We experimentally demonstrated an alternative approach of invisibility cloaking that can combine technical advantages of all current major cloaking strategies in a unified manner and thus can solve bottlenecks of individual strategies. A broadband cylindrical invisibility cloak in free space is designed based on scattering cancellation (the approach of previous plasmonic cloaking), and implemented with anisotropic metamaterials (a fundamental property of singular-transformation cloaks). Particularly, nonsuperluminal propagation of electromagnetic waves, a superior advantage of non-Euclidian-transformation cloaks constructed with complex branch cuts, is inherited in this design, and thus is the reason of its relatively broad bandwidth. This demonstration provides the possibility for future practical implementation of cloaking devices at large scales in free space.
Abstract-In this paper, the backscattering properties of a perfect electric conducting sphere coated with layered anisotropic media whose constitutive parameters are close to nihility are investigated. We show that the backscattering is more sensitive to the radial constitutive parameters than to the tangential ones. Compared with isotropic case, the anisotropic media with small axial parameters have the potential to yield more reduction of backscattering magnitude on coated perfectly conducting spheres.
Abstract-The magnetic properties of the metamaterial composed of both periodic and aperiodic closed rings are studied. Experimental results validate that metamaterials with 0 < µ < 1 can be nondispersive in a wide frequency range. The magnetic properties are insensitive to disorders of the closed rings, e.g., the position disorders and the size disorders. The related causality issue is also discussed.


WORK REQUIRED:
Output the records exactly as they appear, with no pictures included.
....
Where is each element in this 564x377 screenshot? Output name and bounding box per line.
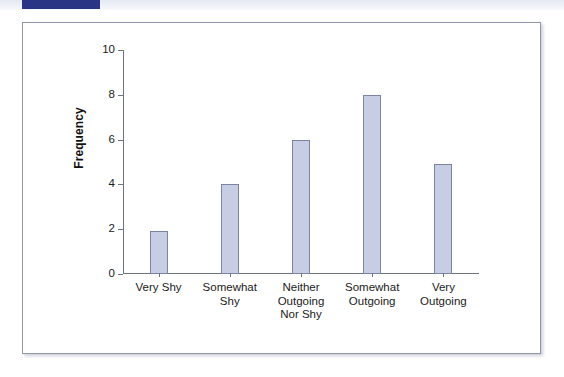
y-tick-label: 6	[89, 134, 115, 146]
x-tick-mark	[230, 273, 231, 277]
y-tick-label: 8	[89, 89, 115, 101]
page-top-band	[0, 0, 564, 10]
bar	[221, 184, 239, 274]
y-axis-title: Frequency	[72, 78, 86, 198]
x-tick-label: Neither Outgoing Nor Shy	[265, 281, 336, 322]
x-axis-labels: Very ShySomewhat ShyNeither Outgoing Nor…	[123, 281, 479, 351]
x-tick-mark	[159, 273, 160, 277]
bar	[292, 140, 310, 274]
y-tick-label: 4	[89, 178, 115, 190]
x-tick-mark	[301, 273, 302, 277]
x-tick-label: Somewhat Outgoing	[337, 281, 408, 308]
y-tick-label-wrap: 10	[83, 44, 115, 56]
bar	[150, 231, 168, 274]
y-tick-mark	[118, 274, 123, 275]
y-tick-label-wrap: 8	[83, 89, 115, 101]
x-tick-label: Very Outgoing	[408, 281, 479, 308]
bar	[434, 164, 452, 274]
y-tick-label: 2	[89, 223, 115, 235]
top-band-accent	[22, 0, 100, 9]
y-tick-label-wrap: 4	[83, 178, 115, 190]
y-tick-label: 10	[89, 44, 115, 56]
bar-chart-plot-area: 0246810 Frequency Very ShySomewhat ShyNe…	[23, 23, 542, 355]
bar	[363, 95, 381, 274]
y-tick-label-wrap: 0	[83, 268, 115, 280]
y-tick-label-wrap: 6	[83, 134, 115, 146]
y-tick-label: 0	[89, 268, 115, 280]
bars-layer	[123, 50, 479, 274]
x-tick-label: Very Shy	[123, 281, 194, 295]
x-tick-label: Somewhat Shy	[194, 281, 265, 308]
x-tick-mark	[443, 273, 444, 277]
x-tick-mark	[372, 273, 373, 277]
y-tick-label-wrap: 2	[83, 223, 115, 235]
figure-frame: 0246810 Frequency Very ShySomewhat ShyNe…	[22, 22, 541, 354]
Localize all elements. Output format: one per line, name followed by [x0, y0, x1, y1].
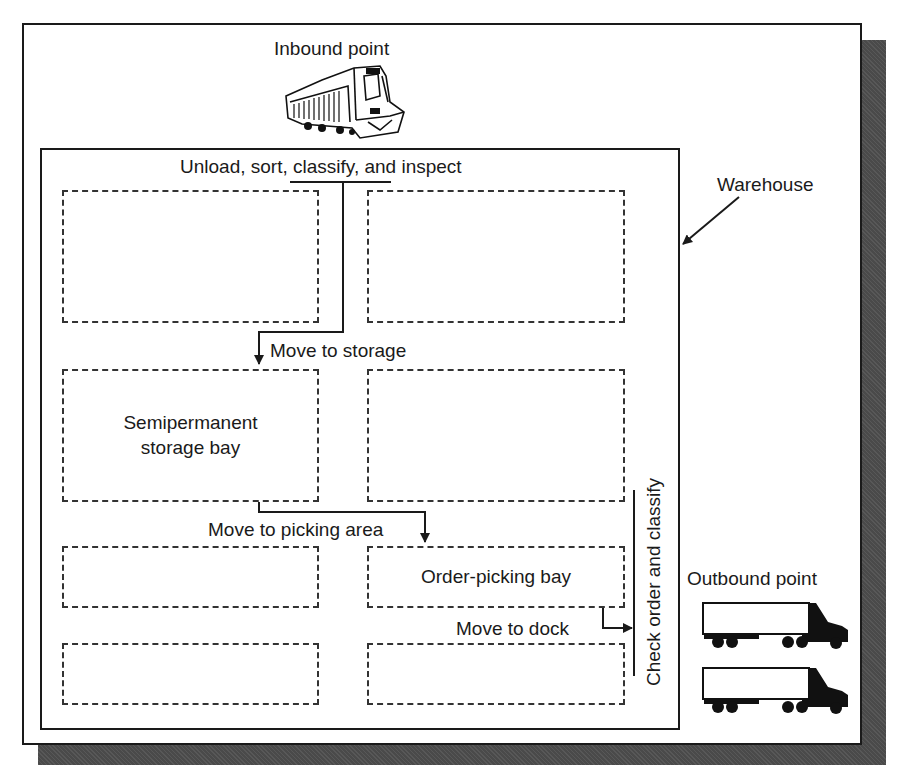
....
SOLUTION TO THIS TASK:
Where is each element in this 564x377 screenshot? Output name and bounding box per line.
y-tick-label: 6	[89, 134, 115, 146]
x-tick-mark	[230, 273, 231, 277]
y-tick-label: 8	[89, 89, 115, 101]
page-top-band	[0, 0, 564, 10]
bar	[221, 184, 239, 274]
y-axis-title: Frequency	[72, 78, 86, 198]
x-tick-label: Neither Outgoing Nor Shy	[265, 281, 336, 322]
x-axis-labels: Very ShySomewhat ShyNeither Outgoing Nor…	[123, 281, 479, 351]
x-tick-mark	[159, 273, 160, 277]
bar	[292, 140, 310, 274]
y-tick-label: 4	[89, 178, 115, 190]
x-tick-mark	[301, 273, 302, 277]
x-tick-label: Somewhat Outgoing	[337, 281, 408, 308]
y-tick-label-wrap: 10	[83, 44, 115, 56]
bar	[150, 231, 168, 274]
y-tick-mark	[118, 274, 123, 275]
y-tick-label-wrap: 8	[83, 89, 115, 101]
x-tick-label: Very Outgoing	[408, 281, 479, 308]
bar	[434, 164, 452, 274]
y-tick-label: 2	[89, 223, 115, 235]
top-band-accent	[22, 0, 100, 9]
y-tick-label-wrap: 4	[83, 178, 115, 190]
y-tick-label: 10	[89, 44, 115, 56]
bar-chart-plot-area: 0246810 Frequency Very ShySomewhat ShyNe…	[23, 23, 542, 355]
bar	[363, 95, 381, 274]
y-tick-label-wrap: 0	[83, 268, 115, 280]
y-tick-label-wrap: 6	[83, 134, 115, 146]
y-tick-label: 0	[89, 268, 115, 280]
bars-layer	[123, 50, 479, 274]
x-tick-label: Very Shy	[123, 281, 194, 295]
x-tick-label: Somewhat Shy	[194, 281, 265, 308]
x-tick-mark	[443, 273, 444, 277]
x-tick-mark	[372, 273, 373, 277]
y-tick-label-wrap: 2	[83, 223, 115, 235]
figure-frame: 0246810 Frequency Very ShySomewhat ShyNe…	[22, 22, 541, 354]
Localize all elements. Output format: one per line, name followed by [x0, y0, x1, y1].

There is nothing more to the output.